Darwin property market growth 2026: Q2 results
Darwin property prices rise 3.2% annually. Palmerston leads with $418k median. Investors target steady rental yields amid stable government employment.
Darwin property prices rise 3.2% annually. Palmerston leads with $418k median. Investors target steady rental yields amid stable government employment.

Darwin's residential property market has delivered a measured 3.2 per cent annual price lift in the second quarter of 2026, maintaining momentum despite headwinds facing buyers in southern capitals where affordability remains under severe pressure.
The Northern Territory median now sits at approximately $492,000, a modest but consistent gain from $476,000 at the same period last year. While the figure trails national growth rates, local agents and valuers point to the region's structural advantages—government employment stability, mining sector activity and defence spending uplift—as underpinning steady demand among both owner-occupiers and yield-hungry investors.

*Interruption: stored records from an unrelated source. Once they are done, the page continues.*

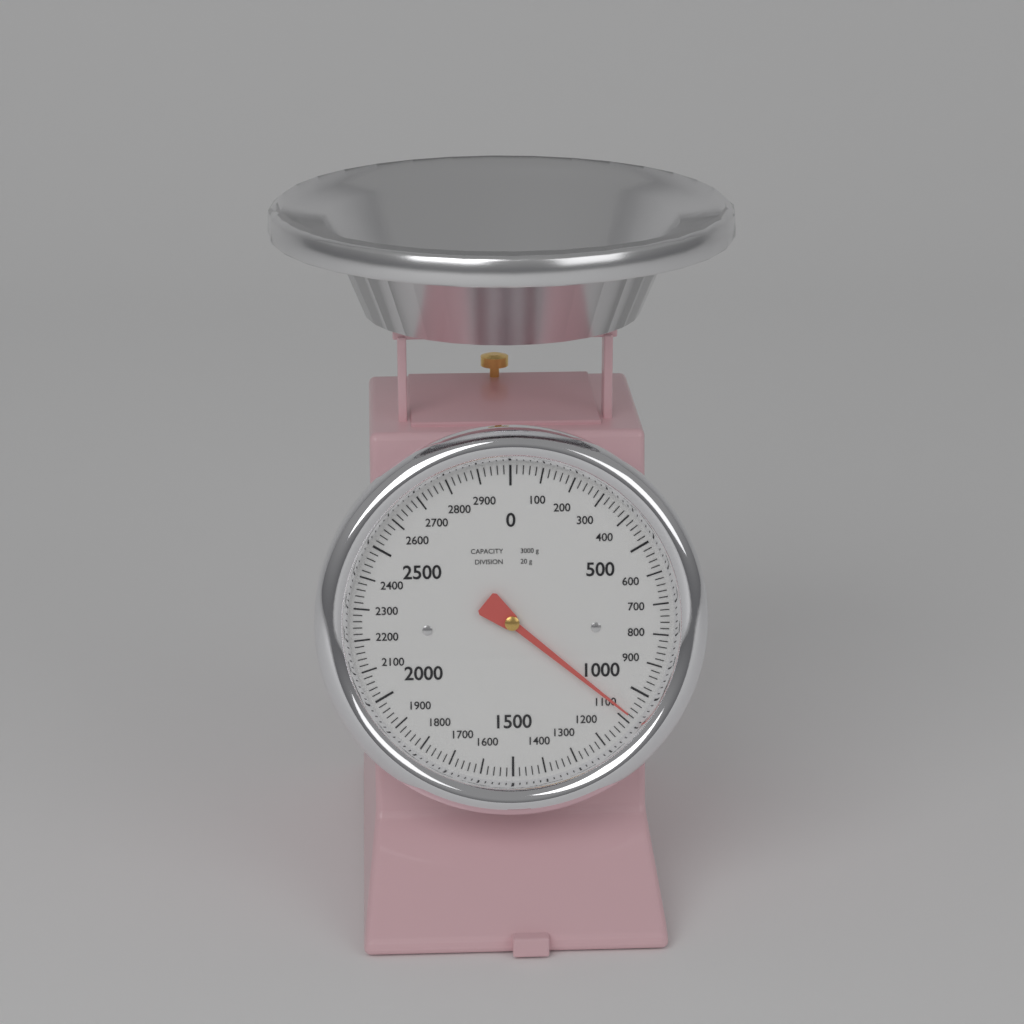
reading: 1080 g
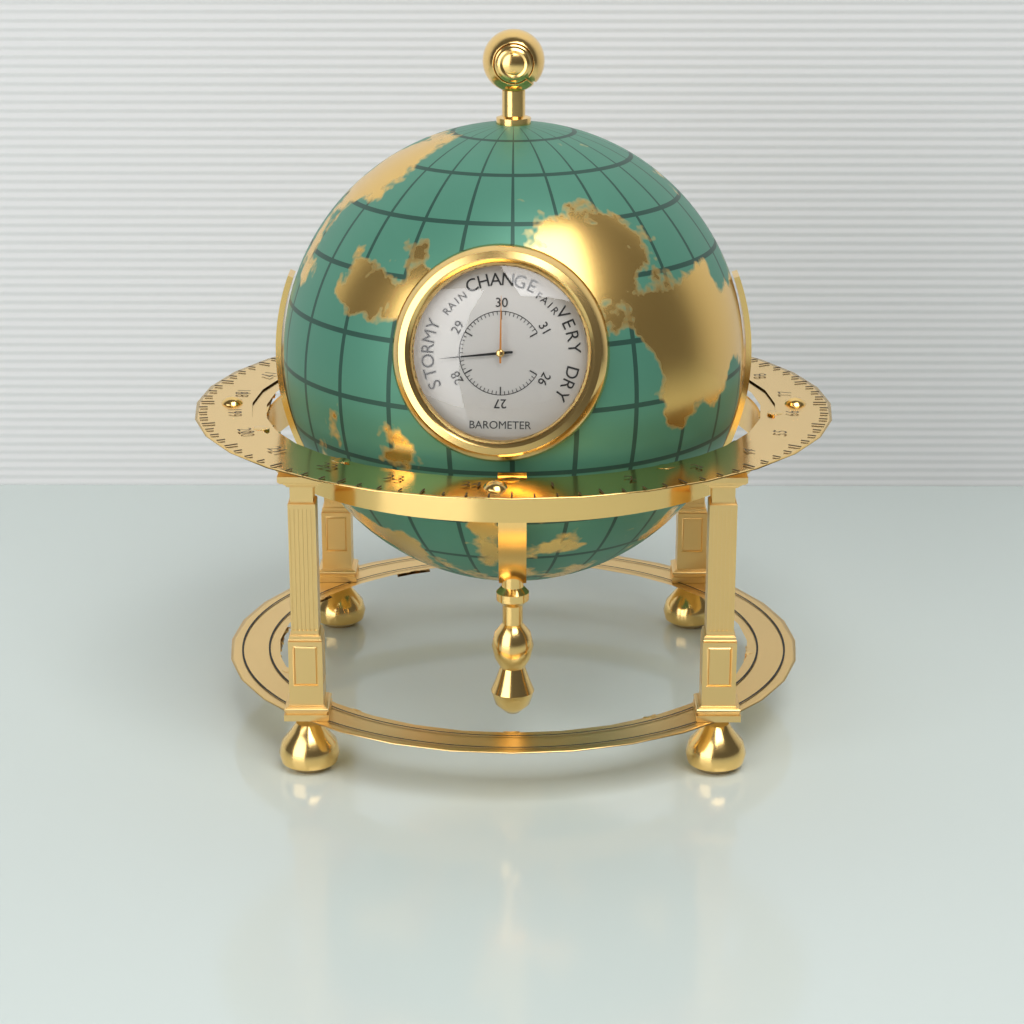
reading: 28.4 inHg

Palmerston continues to outpace greater Darwin, with median prices climbing to $418,000 from $405,000 year-on-year. Agents cite continued subdivision and new-release estate activity around Noonamah and the expanding Palmerston Industrial precinct as driving buyer interest. The suburb remains the territory's most affordable growth corridor for first-home purchasers, though the $13,000 annual lift underscores the squeeze even here.
Inner suburbs tell a different story. Fannie Bay and The Gardens, traditionally holding stronger value, showed more modest gains of 2.1 per cent and 2.8 per cent respectively, suggesting price-sensitive buyers are trading down or relocating to outer areas. A recent three-bedroom home near Gilruth Avenue in Fannie Bay changed hands for $598,000 in May—consistent with 12-month trends but noticeably slower than the 5 per cent growth seen in 2024.
Rental yields remain the market's standout drawcard. Darwin's 6–7 per cent gross returns continue to attract interstate and offshore capital at a time when Melbourne and Sydney investors face sub-4 per cent yields. This dynamic has shielded the local market from the steeper corrections witnessed elsewhere, with investor activity accounting for roughly 32 per cent of sales volumes in Q2.
Rising interest rates—now holding at 3.85 per cent—have begun to temper buyer enthusiasm, though mortgage serviceability remains less strained than in capital cities. Local finance brokers report strong pre-approval demand from relocating professionals and military personnel, a cohort typically less rate-sensitive and anchored by stable salary structures.
The outlook for H2 2026 hinges on whether defence and infrastructure spending commitments translate into sustained population inflow. Real estate institutes expect annual growth to stabilise between 3–4 per cent, with Palmerston and outer suburbs likely to outpace CBD and established riverside pockets. For investors, rental fundamentals appear robust; for owner-occupiers, the quarterly gains suggest neither urgency nor immediate depreciation risk.
This article was compiled by AI from the sources linked above and screened before publishing. See our editorial standards.